SIR ISAAC NEWTON was born at Woolstrop, Lincolnshire, England, Dec. 25, 1642 (O. S.). His father, a farmer of good descent, had died before he was born. He attended the free grammar school at Grantham, but left early. His ability in making mechanical toys, however, brought his mother to return him to school, and later send him to Cambridge. He took his degree in 1665, in 1667 was made a fellow of the university, and in 1669 professor of mathematics. He had already discovered his method of fluxions, which closely resembles Leibnitz's Differential Calculus, invented about the same time.

In 1672 he was elected a member of the Royal Society and soon afterwards sent to them his communication concerning how he had broken up light by means of a prism, thus showing the compound nature of the sun's rays.

In 1682 a new measurement of the meridian was brought to his notice. Sixteen years before he had conceived the idea of universal gravity and had calculated the pull the earth would exert on the moon in accordance with its supposed mass. The result had not agreed with the speed of revolution of the moon and Newton had laid the hypothesis aside. He saw that the new calculation of the size of the earth was in the right direction and set to work at a re-calculation of the problem. The solution is given below.

When he saw that the hypothesis of a universal attraction between masses was coming close to agreeing with the known facts, he was so agitated that he had to ask a friend to complete it for him.

Some years later he began to investigate chemistry, but the story is that his papers were destroyed by his dog and he never quite recovered from the shock. From 1695 to 1699 he was warden of the mint, and from 1699 to his death master of the mint, a place paying from $6,000 to $9,000 a year.

He died March 20, 1727. His discoveries in light, in gravitation,

including the universal theory and its application to the planets and the tides, or in mathematics would any one of them make his name deserving of immortality.

THE DIFFUSION OF LIGHT

A letter of Mr.
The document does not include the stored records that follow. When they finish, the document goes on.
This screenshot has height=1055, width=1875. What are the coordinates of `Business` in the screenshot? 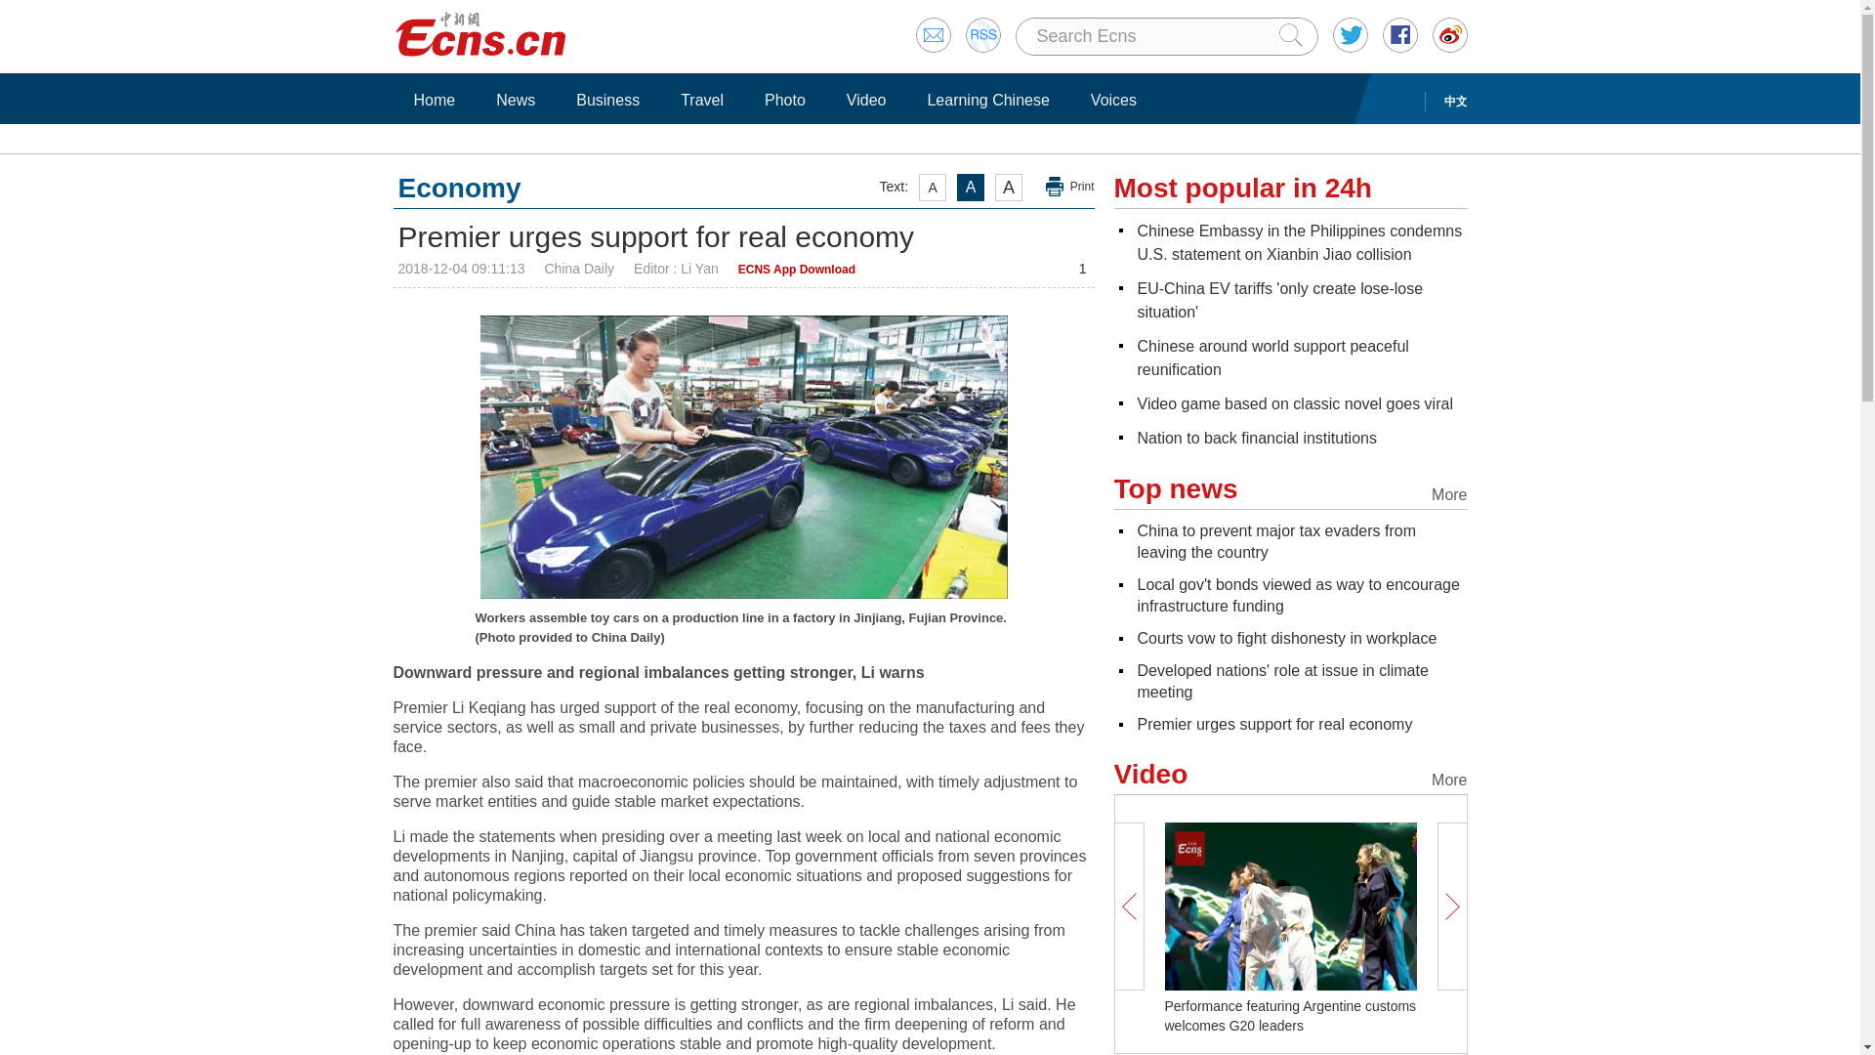 It's located at (607, 100).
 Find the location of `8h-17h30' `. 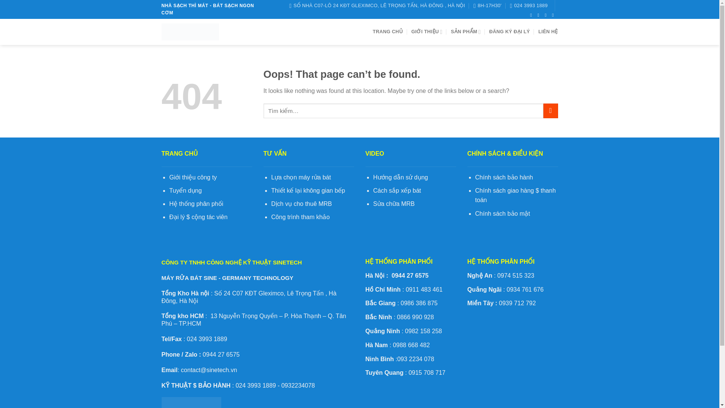

8h-17h30'  is located at coordinates (487, 6).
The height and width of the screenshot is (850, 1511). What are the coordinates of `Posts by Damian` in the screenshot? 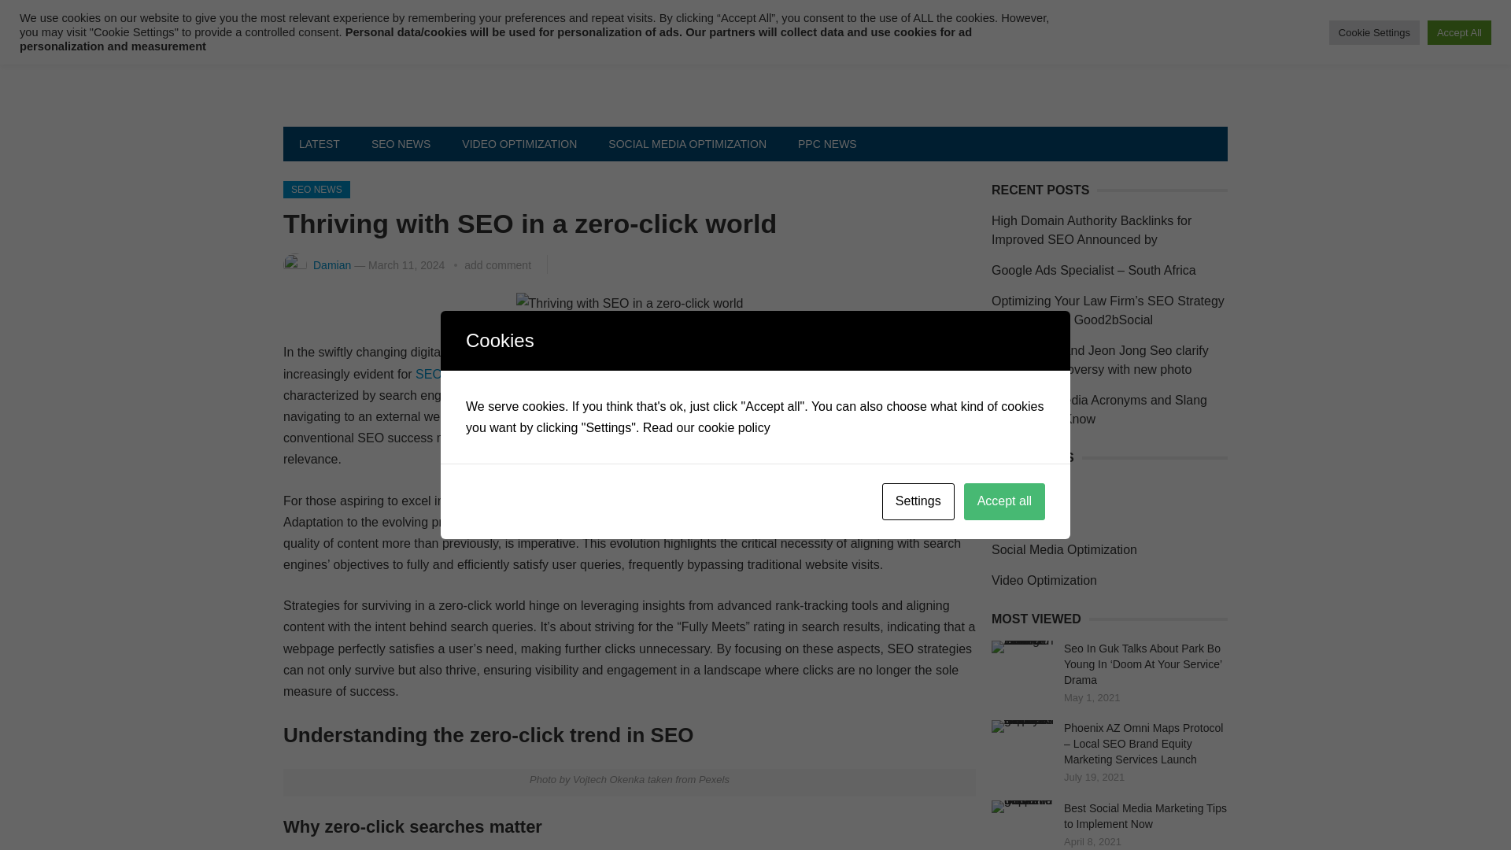 It's located at (331, 264).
Isaac Newton, Professor of Mathematics in the University of Cambridge; containing his new theory of Light and Colours; sent by the Author to the Editor from Cambridge, Feb. 6, 1671-3; to be communicated to the Royal Society. No. 80, p. 3,075.

SIR-To perform my late promise to you, I shall without further ceremony acquaint you that in the beginning of the year 1666 (at which time I applied myself to the grinding of optic glasses of other figures than spherical,) I procured a triangular glass prism, to try therewith the celebrated phenomena of colours. And for that purpose, having darkened my chamber, and made a small hole in my window shuts, to let in a convenient quantity of the sun's light, I placed my prism at this entrance, that it might be thereby refracted to the opposite wall. It was at first a very pleasing diversion to view the vivid and intense colours produced thereby; but after a while applying myself more circumspectly, I was surprised to see them in an oblong form; which according to the received laws of refraction, I expected would have been circular. They were terminated at the sides with straight lines, but at the ends the decay of light was so gradual, that it was difficult to determine justly what was their figure; yet they seemed semicircular.

Comparing the length of this coloured spectrum with its breadth, I found it about five times greater; a disproportion so extravagant, that it excited me to a more than ordinary curiosity of examining from whence it might proceed. I could scarce think that the various thickness of the glass, or the termination with shadow or darkness, could have any influence on light to produce such an effect; yet I thought it not amiss, first to examine those circumstances, and so tried what would happen by transmitting light through parts of the glass of divers thicknesses, or through holes in the window of divers sizes, or by setting the prism without, so that the light might pass through it, and be refracted before it was terminated by the hole; but I found none of these circumstances material. The fashion of the colours was in all these cases the same.